I sit at the desk reading some of the many posts written today about Carl Sagan. Kako rests next to me. I pet her with obedient attentiveness as I read. She purrs quietly, occasionally rubbing her head against my hand or wiggling a bit as she settles into a new position. Because she is beside and behind me to some degree, I cannot see her clearly—mostly what I see is her tail flicking back and forth from time to time if my scratching and rubbing on her grows too slow.
The infrequent sounds of things shuffling around the desk near her reminds me she is busy. Kako is always busy, mind you, always up to something which generally equates to no good, mischief if you will. I pay no attention to it. I know how she is, how invariably her curiosity and meddling will lead to some kind of trouble, albeit rarely serious. Accepting this side of her personality is part of what I must give to ensure her happiness, and in return she helps ensure mine.
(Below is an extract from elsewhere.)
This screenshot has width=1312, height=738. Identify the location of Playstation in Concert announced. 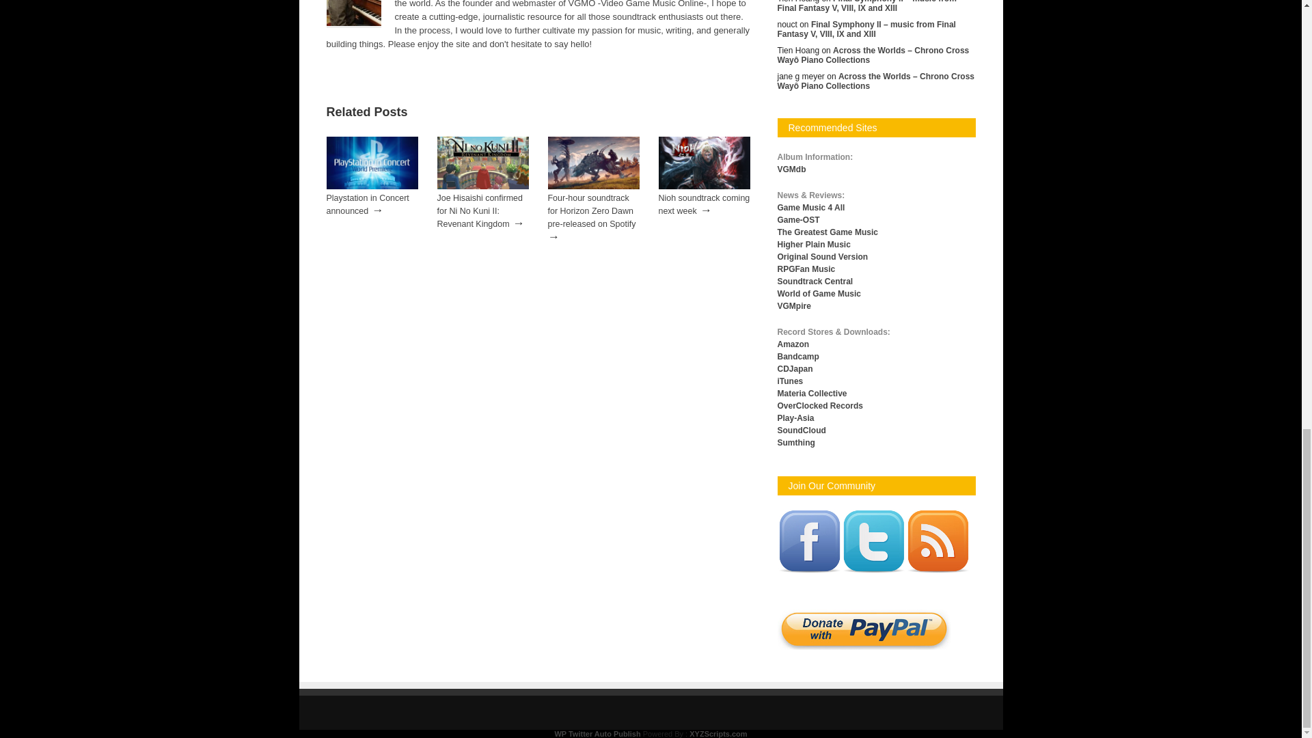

Then she sneezes. It is but one sneeze, a small one and nothing to worry about, yet it rattles her body just enough to push around a few items on the desk. Again, I do not look. Nothing crashed to the floor or exploded, so I doubt whatever has been dislodged is of any major concern. I continue petting her with an absent-minded repetition like that of a pendulum swinging methodically along the tall frame of an old grandfather clock. My arm moves with ease and continues stroking her fur, and she continues purring quietly, although I become aware that the sound contains a new element: sniffing, the kind representative of investigation. I do not turn to see what she has found. If it rests atop the desk, it cannot be all that important.
She nuzzles my hand with insistence. It is as if I had stopped petting her, yet no such thing had happened. She is simply telling me not to waver in my resolve to meet her needs. She is, let us not forget, Miss Thing, and more importantly, she is Daddy’s Girl. It would be a terrible injustice were Daddy to forget the responsibilities that last name implies.
As I dutifully pet her, her attention once again turns to rummaging about the desk behind me. I assume her sneeze has offered her access to one or more items of interest, perhaps things not visible before she moved them. Her sniffing continues even as her purr deepens. It becomes almost throaty, a reverberating snore if one were to describe it in common terms. Whatever she is up to, she is at least enjoying herself.
Finally, she stands and quietly turns away from me, moves around the desktop flat-panel monitor standing dark and quiet over my left shoulder, steps around one of the speakers, and quickly makes a dash for the cat castle. Her surreptitious movements pique my own curiosity and I finally turn and look at her.
She is holding the microfiber cloth in her mouth. It is the one I use to clean the monitors and my sunglasses. Even as I begin to react, she glances quickly over her right shoulder and sees me beginning my pursuit, so she bolts from the desk to the castle, climbs one of its columns with the cloth still held firmly in her mouth, and lands defiantly on one of the top platforms. I watch her as I stand, and she reacts to my motion by curling into a ball and pushing the small gray square firmly beneath her as though hiding it will confuse me.
Clever girl, that one. I am most appreciative of the laughter her theft induces. I need it.